NYMC and Westchester Medical Center Health Network Host Sixth Annual HeLa Conference
The HeLa Diversity, Equity and Inclusion Conference Focused on Strategies for Overcoming Health Inequities
The New York Medical College (NYMC) Office of Diversity and Inclusion and Westchester Medical Center Health Network (WMCHealth) presented the sixth annual HeLa Diversity, Equity and Inclusion Conference in-person for the first time since the pandemic on February 22. The hybrid audience listened to panelists discuss topics surrounding disparities and inequities in medicine from surgical procedures to the COVID-19 pandemic. View the video.
The conference opened with remarks by Mill Etienne, M.D. ’02, M.P.H., FAAN, FAES, vice chancellor for the Office for Diversity and Inclusion, associate dean for student affairs and associate professor of neurology and medicine, Matilde Roman, Esq., senior vice president and chief equity, inclusion and diversity officer at WCMHealth, and Sean S. Tedjarati, M.D., M.P.H., M.B.A., clinical professor and chair of the Department of Obstetrics and Gynecology, director of obstetrics and gynecology at Westchester Medical Center and MidHudson Regional Hospital, and chief clinical integration officer at WMCHealth.
“In honoring the life of Ms. Henrietta Lacks, it is important that we carefully look at health inequities and work together to knock down the barriers to better health in our communities. If we care about improving our institutions, we must scrutinize them to make them better,” said Dr. Etienne. He further drove home this point by quoting James Baldwin and said, “I love America more than any other country in the world and, exactly for this reason, I insist on the right to criticize her perpetually.”
Dr. Tedjarati discussed the implicit bias that medical professionals bring with them into the exam room and the effect those prejudices have on the patients they treat, shaping the state of public health.
“How do we look at ourselves in a critical way, but with thoughtful eyes?” said Dr. Tedjarati. “These are people who are meant to come and advance the betterment of the world, but somehow we’ve become blind to what occurs and perhaps our own biases. We have to foundationally change how we render services that are sustainable beyond a personality and person.”
Kathryn Martin, M.D., M.P.H., FRCSC, FACS, an attending pediatric surgeon at Maria Fareri Children’s Hospital at WMC, centered her panel on addressing structural barriers to optimize surgical outcomes. Ruth E. Alejandro, M.D. '03, FAAPMR, clinical assistant professor of rehabilitation medicine, School of Medicine (SOM) house advisor dean, director of pediatric rehabilitation at Blythedale Children's Hospital, pediatric rehabilitation medicine attending physician and brain injury medicine subspecialist presented her panel on health disparities in rehabilitation medicine. Rachelle J. Lodescar, M.D. '13, general surgeon in burn surgery and critical care medicine and attending physician at WMC, discussed the association between race and outcomes in the burn community. Latif Salam, M.D., FACP, clinical assistant professor of medicine at SUNY Downstate Health Sciences University and attending physician at the Department of Internal Medicine and Associate Program Director of Internal Medicine Residency Program at WMC, focused on the racial and socioeconomical impact of the COVID-19 pandemic. Mary Otto, medical journalist, author, and topic leader on oral health for the Association of Health Care Journalists, discussed of discrimination in dentistry from her book, Teeth: The Story of Beauty, Inequality, and the Struggle for Oral Health in America, which was the topic of the community read later that evening.
“This year’s distinguished speakers to not only brought awareness to the issues at hand, but also explored strategies for mitigating them,” said Wianda Jean, M.S., assistant to the vice chancellor for the Office of Diversity and Inclusion and coordinator for the event. “I believe that was the biggest take-away because it challenged the audience to consider the micro-level impacts that they can make in their own piece of this much larger puzzle, while the presenters provided tangible means of doing so. From pushing for changes in curriculum content, to lobbying efforts, our speakers left the audience with more than just information, but also a call to action.”
“Our panelists presented on the different disparities within medicine and about intervening after something has already happened," said Dr. Etienne. “What we need to do is go to the root cause and prevent these things from happening in the first place.”
The annual conference, named for Henrietta Lacks, aims to continue dialogue on research ethics, informed consent, privacy and compensation. Lacks was diagnosed with cervical cancer and died at the age of 31 in 1951. Her cancer cells—code named HeLa—were taken without her knowledge and became one of the most important tools in medicine. It was the first immortal cell line, or group of tissue samples that could survive in a lab and reproduce indefinitely, leading to advances including the polio vaccine, cancer treatments and in vitro fertilization.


## PROBLEM REQUIREMENTS:
Look through the data below. Show each line where the string "document" occurs.

Figure collection entries
---*---

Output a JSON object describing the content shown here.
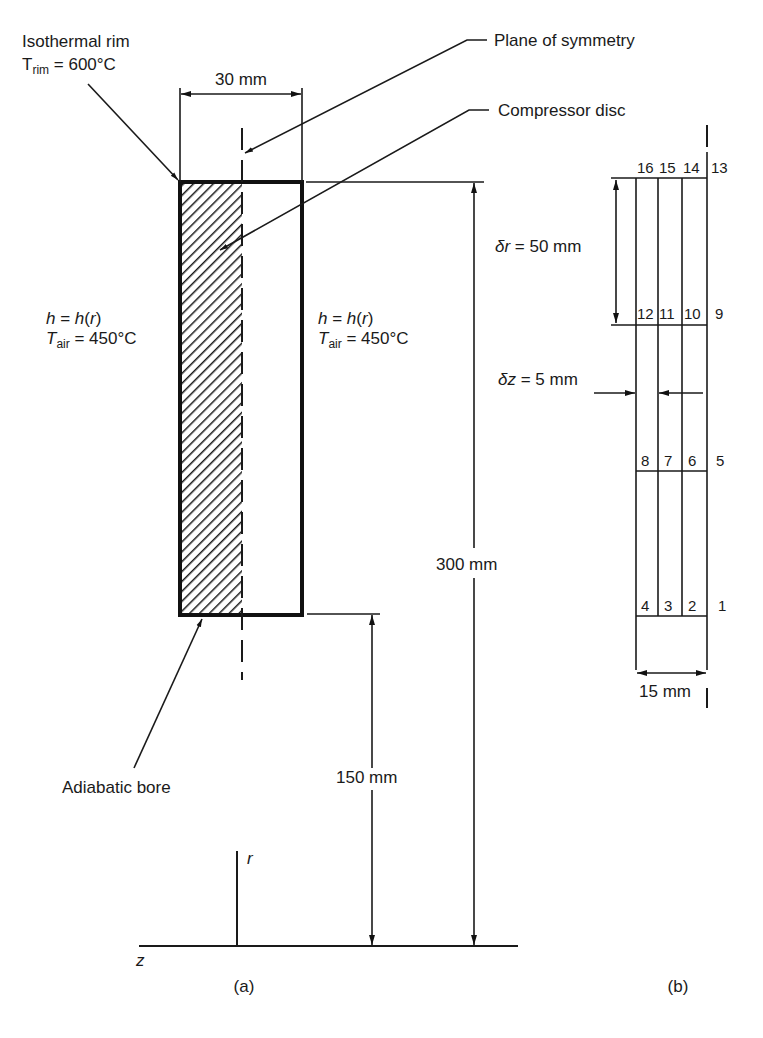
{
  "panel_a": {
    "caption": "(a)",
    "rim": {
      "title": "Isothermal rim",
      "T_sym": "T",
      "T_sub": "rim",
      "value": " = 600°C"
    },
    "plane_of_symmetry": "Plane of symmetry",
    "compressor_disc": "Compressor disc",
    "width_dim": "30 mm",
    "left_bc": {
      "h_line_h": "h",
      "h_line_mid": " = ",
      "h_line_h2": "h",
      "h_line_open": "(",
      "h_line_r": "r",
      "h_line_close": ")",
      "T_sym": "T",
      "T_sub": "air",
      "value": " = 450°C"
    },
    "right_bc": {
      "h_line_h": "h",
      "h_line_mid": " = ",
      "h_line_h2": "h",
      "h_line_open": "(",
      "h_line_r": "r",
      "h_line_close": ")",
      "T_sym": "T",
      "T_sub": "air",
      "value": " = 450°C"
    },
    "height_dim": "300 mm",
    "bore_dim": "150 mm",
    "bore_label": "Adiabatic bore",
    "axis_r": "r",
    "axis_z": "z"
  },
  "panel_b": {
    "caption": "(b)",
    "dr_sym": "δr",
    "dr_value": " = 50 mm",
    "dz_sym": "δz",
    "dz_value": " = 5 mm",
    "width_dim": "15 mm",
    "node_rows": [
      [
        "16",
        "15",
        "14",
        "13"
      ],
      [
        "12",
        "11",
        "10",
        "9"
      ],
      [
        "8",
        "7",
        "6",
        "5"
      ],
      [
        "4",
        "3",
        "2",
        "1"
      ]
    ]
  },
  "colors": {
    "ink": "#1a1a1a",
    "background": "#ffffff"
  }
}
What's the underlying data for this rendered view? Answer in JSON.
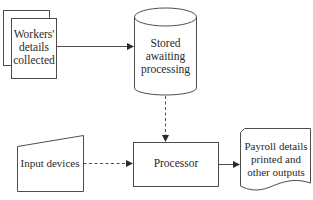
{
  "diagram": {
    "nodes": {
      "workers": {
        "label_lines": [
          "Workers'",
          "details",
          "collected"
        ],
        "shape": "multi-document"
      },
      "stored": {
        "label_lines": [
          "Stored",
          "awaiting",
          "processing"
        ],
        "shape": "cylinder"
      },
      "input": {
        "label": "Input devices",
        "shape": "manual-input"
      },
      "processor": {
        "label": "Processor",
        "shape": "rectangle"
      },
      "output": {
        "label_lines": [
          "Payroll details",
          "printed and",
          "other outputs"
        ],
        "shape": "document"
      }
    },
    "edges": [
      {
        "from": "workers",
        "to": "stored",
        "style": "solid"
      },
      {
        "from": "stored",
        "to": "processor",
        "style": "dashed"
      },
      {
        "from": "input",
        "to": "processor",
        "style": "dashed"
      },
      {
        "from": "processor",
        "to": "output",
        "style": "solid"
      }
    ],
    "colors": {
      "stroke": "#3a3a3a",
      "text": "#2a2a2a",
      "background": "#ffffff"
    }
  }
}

---*---

## PROBLEM SOLUTION:
        "shape": "multi-document"
        "shape": "document"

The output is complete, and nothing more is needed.